Testing

What is Behavior-Driven Development (BDD)?

Behavior-Driven Development extends TDD by writing tests in plain language that describes user behavior, enabling collaboration between developers, testers, and business stakeholders.

By the Hyrax team·4 min read·May 1, 2026
TL;DR
  1. 1.The Origin of BDD
  2. 2.Given-When-Then
  3. 3.BDD Tools
  4. 4.The Three Amigos
  5. 5.Living Documentation

Behavior-Driven Development (BDD) is a software development methodology that extends Test-Driven Development by using plain language to describe software behavior from the perspective of users and business outcomes. BDD closes the gap between technical and non-technical stakeholders by expressing requirements as executable specifications that both humans and machines can understand.

The Origin of BDD

BDD was introduced by Dan North in 2003 as a response to the confusion teams experienced with TDD. Developers often asked "what should I test?" and focused on code coverage metrics rather than business value. BDD reframes the question: "what behavior should this software exhibit?" Tests become specifications of behavior, not checks on implementation.

Given-When-Then

The core syntax of BDD is the Given-When-Then pattern, which structures scenarios as:

  • Given — the initial context or state
  • When — the action or event that occurs
  • Then — the expected outcome

Example: Given a user is logged in / When they click "checkout" with items in their cart / Then they should be redirected to the payment page.

BDD Tools

FrameworkLanguageFeature
CucumberMulti-languageGherkin syntax; most widely used
SpecFlowC#.NET ecosystem BDD with Gherkin
BehavePythonPython BDD with Gherkin scenarios
RSpecRubyNative BDD DSL; subject/it/expect syntax
Jest + jest-cucumberJavaScriptGherkin integration for Jest

The Three Amigos

BDD introduces a collaboration practice called the Three Amigos: a developer, a tester, and a business analyst (or product manager) who meet before development begins to discuss a story and agree on concrete examples of the expected behavior. These examples become the acceptance criteria and, ultimately, the automated tests.

Living Documentation

BDD test suites serve as living documentation — specifications that are always current because they are executed and validated with every build. A Cucumber test suite describes what the application does in language that any stakeholder can read, making it a durable artifact that does not go out of date the way wiki documentation does.

BDD and Autonomous Code Governance

BDD scenarios describe expected user behavior in precise, unambiguous terms. Hydra uses these scenarios as behavioral contracts when evaluating automated changes. A dependency update that passes BDD scenarios provides high confidence that user-facing behavior is preserved. Scenarios that fail after an automated change pinpoint exactly which behavior regressed, making diagnosis fast and targeted.

Frequently Asked Questions

Is BDD the same as acceptance testing?

BDD tests are a form of acceptance tests — they describe behavior at the level of user outcomes. However, not all acceptance tests use BDD syntax, and BDD tests also serve as unit and integration tests at lower levels.

Do non-technical stakeholders actually write BDD tests?

Rarely in practice. The value of BDD is that stakeholders can read and validate scenarios, not necessarily that they write them. Developers write the Gherkin; stakeholders review and approve it. The collaboration in the Three Amigos meeting is where shared understanding is actually built.

When should you use BDD vs TDD?

Use TDD for unit-level design and low-level correctness. Use BDD for acceptance criteria and system-level behavior. They complement each other: BDD tests define the outer acceptance loop while TDD tests drive the inner implementation loop.

What is Gherkin?

Gherkin is the plain-language domain-specific language used to write BDD scenarios. It uses Given-When-Then syntax and is the format used by Cucumber, SpecFlow, and Behave.

Frequently Asked Questions

What is the Given-When-Then pattern?

A structure for BDD scenarios: Given (context), When (action), Then (outcome) — making test scenarios readable by non-technical stakeholders.

What are the Three Amigos?

A BDD collaboration practice where a developer, tester, and business analyst agree on concrete behavioral examples before development begins.

Is BDD the same as acceptance testing?

BDD tests are a form of acceptance testing, but not all acceptance tests use BDD syntax. BDD adds the plain-language collaboration layer.

What is Gherkin?

The plain-language DSL used for BDD scenarios with Given-When-Then syntax, supported by Cucumber, SpecFlow, and Behave.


Copy out the entries that follow. Leave none out.
⁂
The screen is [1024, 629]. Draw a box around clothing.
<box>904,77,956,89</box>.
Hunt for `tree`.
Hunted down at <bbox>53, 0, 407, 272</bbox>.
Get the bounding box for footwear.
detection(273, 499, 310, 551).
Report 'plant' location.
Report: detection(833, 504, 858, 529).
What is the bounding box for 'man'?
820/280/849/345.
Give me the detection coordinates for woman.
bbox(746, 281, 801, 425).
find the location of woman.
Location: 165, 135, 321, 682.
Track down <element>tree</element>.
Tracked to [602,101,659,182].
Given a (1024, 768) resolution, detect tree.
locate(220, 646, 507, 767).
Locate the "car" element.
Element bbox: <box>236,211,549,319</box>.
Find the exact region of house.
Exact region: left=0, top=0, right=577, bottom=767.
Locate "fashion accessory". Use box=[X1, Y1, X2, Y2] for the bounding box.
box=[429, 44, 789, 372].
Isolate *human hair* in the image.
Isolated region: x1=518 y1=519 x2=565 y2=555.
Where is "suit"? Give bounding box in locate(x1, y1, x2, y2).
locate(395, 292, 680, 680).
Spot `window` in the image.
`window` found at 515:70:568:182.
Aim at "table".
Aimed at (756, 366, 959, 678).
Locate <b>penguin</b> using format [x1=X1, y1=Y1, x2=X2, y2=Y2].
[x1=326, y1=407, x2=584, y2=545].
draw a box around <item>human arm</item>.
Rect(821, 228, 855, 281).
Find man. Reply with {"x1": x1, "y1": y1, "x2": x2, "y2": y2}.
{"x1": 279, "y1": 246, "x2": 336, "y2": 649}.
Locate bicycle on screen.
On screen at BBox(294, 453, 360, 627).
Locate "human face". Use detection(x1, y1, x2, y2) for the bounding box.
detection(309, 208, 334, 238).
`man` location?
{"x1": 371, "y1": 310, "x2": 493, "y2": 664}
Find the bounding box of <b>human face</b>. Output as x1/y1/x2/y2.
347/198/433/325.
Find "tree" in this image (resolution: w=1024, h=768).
⁂
*ANSWER TO THIS EXERCISE*:
The screen is [1024, 629]. Draw a box around clothing.
<box>904,77,956,89</box>.
Hunt for `tree`.
Hunted down at <bbox>53, 0, 407, 272</bbox>.
Get the bounding box for footwear.
detection(273, 499, 310, 551).
Report 'plant' location.
Report: detection(833, 504, 858, 529).
What is the bounding box for 'man'?
820/280/849/345.
Give me the detection coordinates for woman.
bbox(746, 281, 801, 425).
find the location of woman.
Location: 165, 135, 321, 682.
Track down <element>tree</element>.
Tracked to [602,101,659,182].
Given a (1024, 768) resolution, detect tree.
locate(220, 646, 507, 767).
Locate the "car" element.
Element bbox: <box>236,211,549,319</box>.
Find the exact region of house.
Exact region: left=0, top=0, right=577, bottom=767.
Locate "fashion accessory". Use box=[X1, Y1, X2, Y2] for the bounding box.
box=[429, 44, 789, 372].
Isolate *human hair* in the image.
Isolated region: x1=518 y1=519 x2=565 y2=555.
Where is "suit"? Give bounding box in locate(x1, y1, x2, y2).
locate(395, 292, 680, 680).
Spot `window` in the image.
`window` found at 515:70:568:182.
Aim at "table".
Aimed at (756, 366, 959, 678).
Locate <b>penguin</b> using format [x1=X1, y1=Y1, x2=X2, y2=Y2].
[x1=326, y1=407, x2=584, y2=545].
draw a box around <item>human arm</item>.
Rect(821, 228, 855, 281).
Find man. Reply with {"x1": x1, "y1": y1, "x2": x2, "y2": y2}.
{"x1": 279, "y1": 246, "x2": 336, "y2": 649}.
Locate bicycle on screen.
On screen at BBox(294, 453, 360, 627).
Locate "human face". Use detection(x1, y1, x2, y2) for the bounding box.
detection(309, 208, 334, 238).
`man` location?
{"x1": 371, "y1": 310, "x2": 493, "y2": 664}
Find the bounding box of <b>human face</b>. Output as x1/y1/x2/y2.
347/198/433/325.
Find "tree" in this image (resolution: w=1024, h=768).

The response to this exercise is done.